Remixed from a drawing in 'Analecta Eboracensia', Thomas Widdrington, 1897.
Source Firkin
The green fibers pattern will work very well in grayscale as well.
Source Matteo Di Capua
A seamless chequerboard pattern formed from a tile that can be had in Inkscape by selecting the rectangle and using shift+alt+i. Alternative colour scheme.
Source Firkin
Like the name says, light and gray, with some small dots and circles.
Source Brenda Lay
A seamless dark leather-like background texture with diagonal lines that look like stitches.
Source V. Hartikainen
Formed from a tile based on a drawing from 'Viaggi d'un artista nell'America Meridionale', Guido Boggiani, 1895.
Source Firkin
A free background tile with a pattern of pink bump dots. This background tile is sweet! Moreover, it's designed for use as website backgrounds.
Source V. Hartikainen
An attempt for cleaning up the original image in a few steps.
Source Lazur URH
I have no idea what J Boo means by this name, but hey – it’s hot.
Source j Boo
Simple combination of stripy squares with their negatively coloured counterparts
Source Firkin
Prismatic Polka Dots 3 No Background
Source GDJ
From a drawing in 'Heroes of North African Discovery', Nancy Meugens, 1894.
Source Firkin
A gray background pattern with a texture of textile. Suits perfectly for web design.
Source V. Hartikainen
Zero CC tileable moss or lichen covered stone texture, edited from pixabay. CC0
Source Sojan Janso
The perfect pattern for all your blogs about type, or type-related matters.
Source Atle Mo
Love the style on this one, very fresh. Diagonal diamond pattern. Get it?
Source INS
Used correctly, this could be nice.

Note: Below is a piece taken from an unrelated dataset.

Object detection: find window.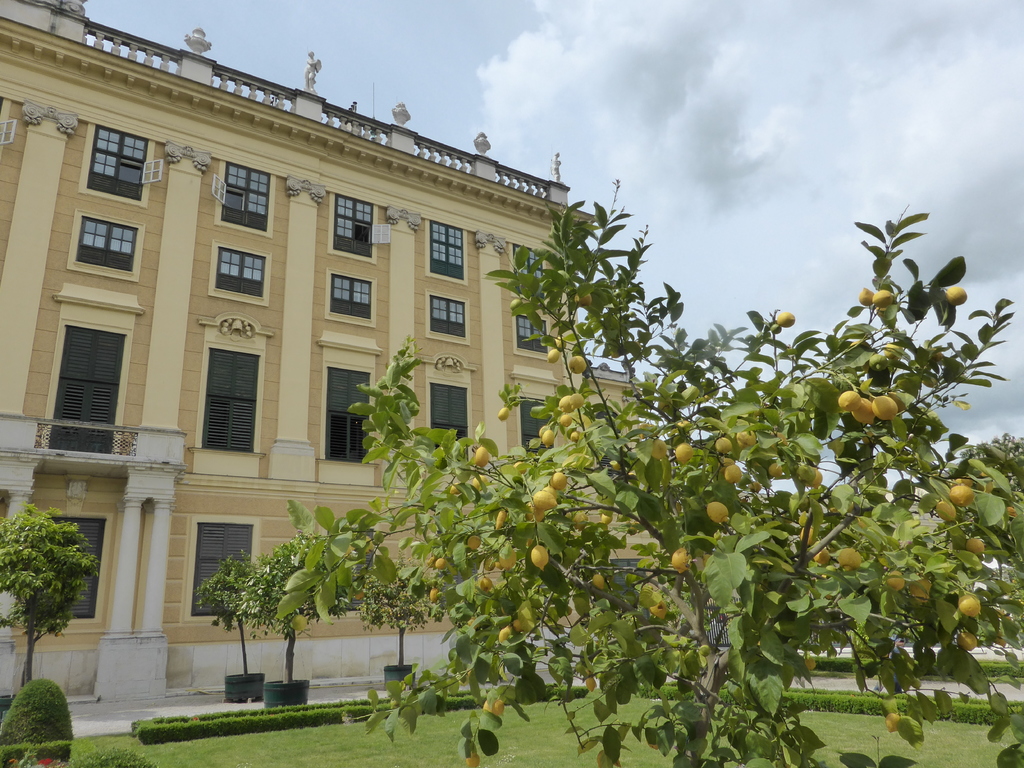
<region>429, 223, 467, 285</region>.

Used in a bad way, all hell will break loose.
Source Atle Mo
This texture looks like old leather. It should look great as a background on web pages.
Source V. Hartikainen
No, not the band but the pattern. Simple squares in gray tones, of course.
Source Atle Mo
Tiny circle waves, almost like the ocean.
Source Sagive
Seamless pattern formed from a tile that can be had by selecting the rectangle in Inkscape and using shift-alt-i.
Source Firkin
Seamless Light Background Texture.
Source V. Hartikainen
A seamless pattern with a unit cell drawn as a bitmap in Paint.net and vectorized in Vector Magic.
Source Firkin
The classic subtle pattern. Sort of wall/brick looking. Or moon-looking?